Category Archives: Other Baseball
Everybody hurts
Major-league players have combined for 448 disabled-list trips so far this season, good for an average of nearly 15 per team. While this figure falls in line with the past couple seasons, the number of injury stints has been on the rise for the past quarter century. From 1984-89, baseball teams averaged 9.3 DL stints a year. That number rose to 12.2 in the 1990s and has reached 14.8 since 2000….

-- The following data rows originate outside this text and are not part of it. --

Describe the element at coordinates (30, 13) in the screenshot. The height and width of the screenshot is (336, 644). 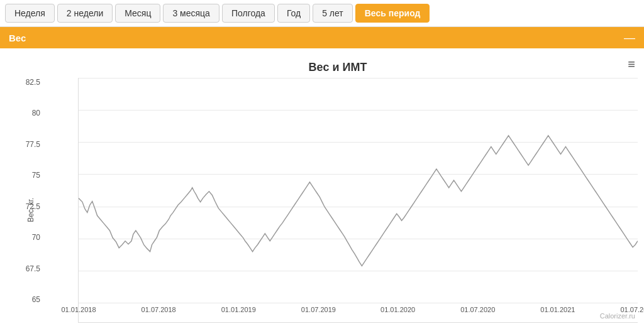
I see `tab-неделя: Неделя` at that location.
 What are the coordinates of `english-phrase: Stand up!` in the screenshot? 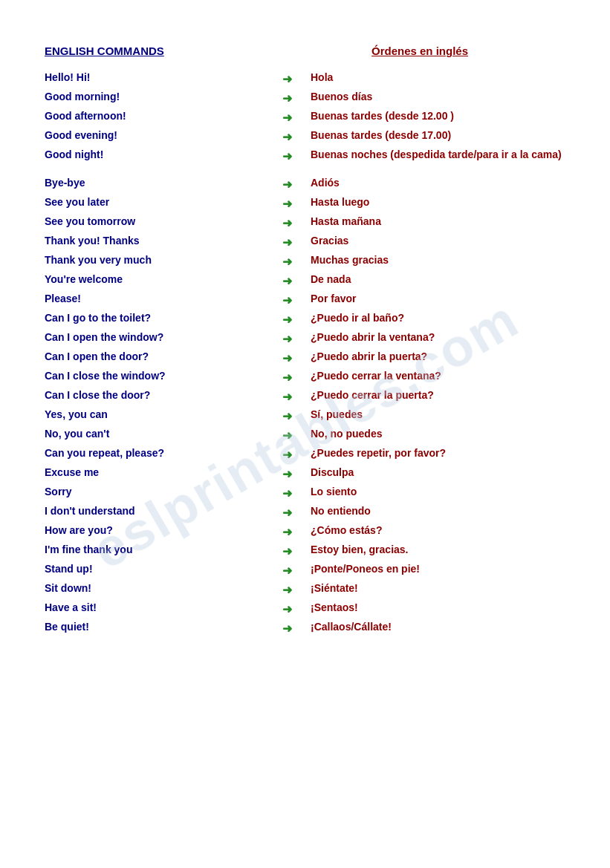 It's located at (163, 569).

While the primary theory for the injury spike is better testing and diagnostics, players might have been better off when the winter workout consisted of lifting six packs and hot dogs. New York Mets medical director Dr. David Altchek of the Hospital for Special Surgery in Manhattan believes today’s player may be too committed to his craft. “The modern player, in trying to constantly improve, may not be getting the necessary rest and recovery time,” Dr. Altchek says. “This year, we decided that the Mets would reduce time spent in off-field workouts by two-thirds. The result thus far in 2010, knock on wood, is that DL days have been cut in half.”
– Michael Salfino, Wall Street Journal.
Interesting facts from Salfino on the increasing rate of DL stints over the past 25 years. I imagine at least some of it has to do with something not mentioned in the article — players make a lot more money these days, so teams are less willing to take risks with their investments.

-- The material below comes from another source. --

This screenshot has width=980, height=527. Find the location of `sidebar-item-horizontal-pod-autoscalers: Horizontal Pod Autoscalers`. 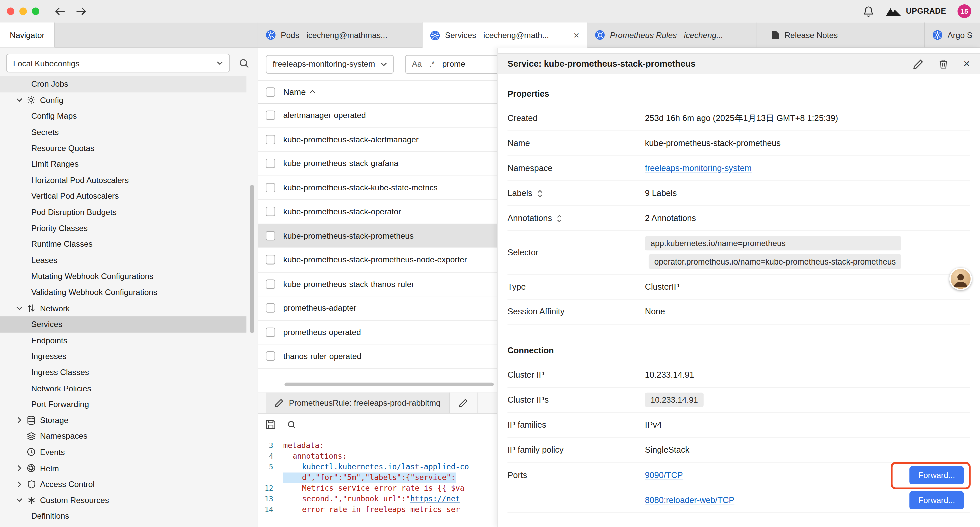

sidebar-item-horizontal-pod-autoscalers: Horizontal Pod Autoscalers is located at coordinates (123, 180).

And so I’d also be interested in seeing an exhaustive study that would be impossible to undertake — the relative length of careers now and then, plus how many fewer careers were shortened by permanent injury and stuff along those lines. In other words: Does more careful treatment of players benefit them in the long run? I would guess yes, but then I’m no doctor.
Bill James still awesome
The most punk-rock old bearded math wizard you’ll ever read. Some language NSFW.
Previewing Yanks-Rangers with Jamey Newberg
Potential ALDS preview.
John Lindsey gets his first Major League at-bat
Y’all know I <3 Quad-A mashers.
Holy awesome
If you didn’t see it, click through to watch the deciding play in today’s Rockies-Reds game. Know also that Chris Nelson has been in the Major Leagues for a week. If that display doesn’t earn a guy Colbert’s Alpha Dog of The Week honors, I don’t know what does.

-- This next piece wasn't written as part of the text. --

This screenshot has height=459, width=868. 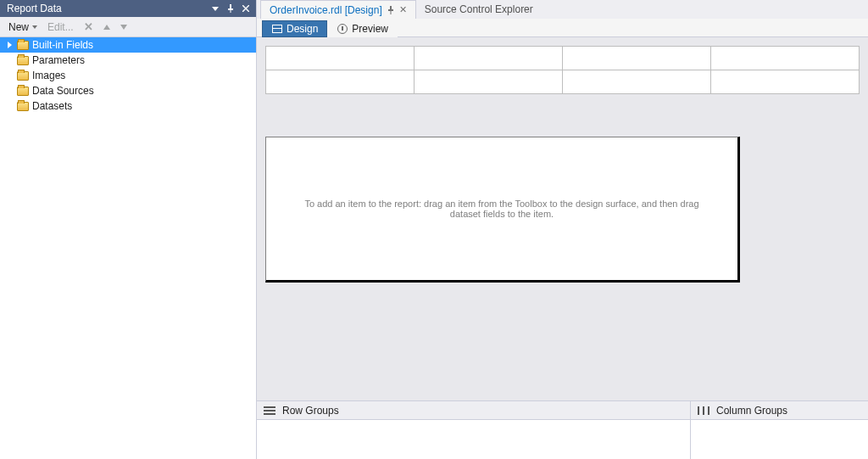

On Carlos Gonzalez’s home/road splits
Fascinating read from an Athletics Nation fanpost asserting that Gonzalez could be benefiting at home — and struggling on the road — because of the difference in how fastballs (not breaking pitches) move at altitude. Home/road splits have been pretty clearly amplified at Coors for a long time now and it’s hard to buy that it’s all about the hitter-friendly environment; something else is happening there and this seems like at least a very good step toward an explanation. Huge hat tip to Andrew Martin from Purple Row.
Baseball Show with more Cyclones
My high school was called the Cyclones as well. I don’t know if I ever actually thought about that until right now, I guess because they started up after I was in college.
Brian Wilson weird
Jim Rome’s best interview since Jim Everett kicked his ass:
Starring in dope shows on the reg
That fellow, believe it or not, is Marilyn Manson, dressed up like Kenny Powers to celebrate the forthcoming return of the awesome, awesome Eastbound and Down. Read all about it.